The former premier was similarly straightforward about the province’s overall condition: “This isn’t just a problem of leadership in government. It’s also a problem of followership. Our citizens have to understand the full depth and breadth of the dilemma that we are facing, and they have to be prepared to face up to some inconvenient truths. It means that they have to become less reliant on government and more entrepreneurial. It means that they have to take responsibility for their own futures.”

Still, if Messrs. McKenna and Gallant stand far apart from each other on tight onshore gas (though they remain generally linked by shared political purpose), the division is not likely to last long.

By vigorously arguing for a pipeline – perhaps, two – to transport Alberta bitumen into Saint John, the current premier is actually, though unwittingly, eroding the rhetorical wall he has erected around the shale gas industry.

That’s because it’s getting increasingly difficult for the unaligned majority in this province to appreciate the logic of Mr.
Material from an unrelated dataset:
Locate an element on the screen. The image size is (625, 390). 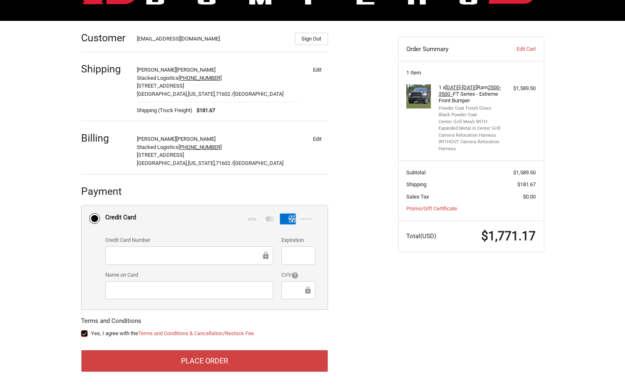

Gallant’s position on fossil fuels.

For reasons that resist trenchant examination, we are told that pipelines transporting crude into New Brunswick are safer, more environmentally responsible energy developments than is drilling for natural gas using only proven, contemporary technology under a regulatory regime that’s reported to be the toughest in the world.

Wouldn’t it make more sense to do as Frank McKenna has suggested: Permit both undertakings to proceed carefully, yet expeditiously?

In the alternative, if the issue is less about safety than global warming, shouldn’t we take a page out of New Brunswick Green Leader David Coon’s playbook: Stop both projects from happening?

Banning one, and not the other assumes expectations of harm and safety that may be mismatched. After all, pipelines have been known to leak. If we are being asked to assume that risk, however small, maybe we should take another look at the safety record of the shale gas industry before we eject it from the field of possibility.

It’s a tricky calculation, but it’s one we may well be forced to make make sooner than we once thought.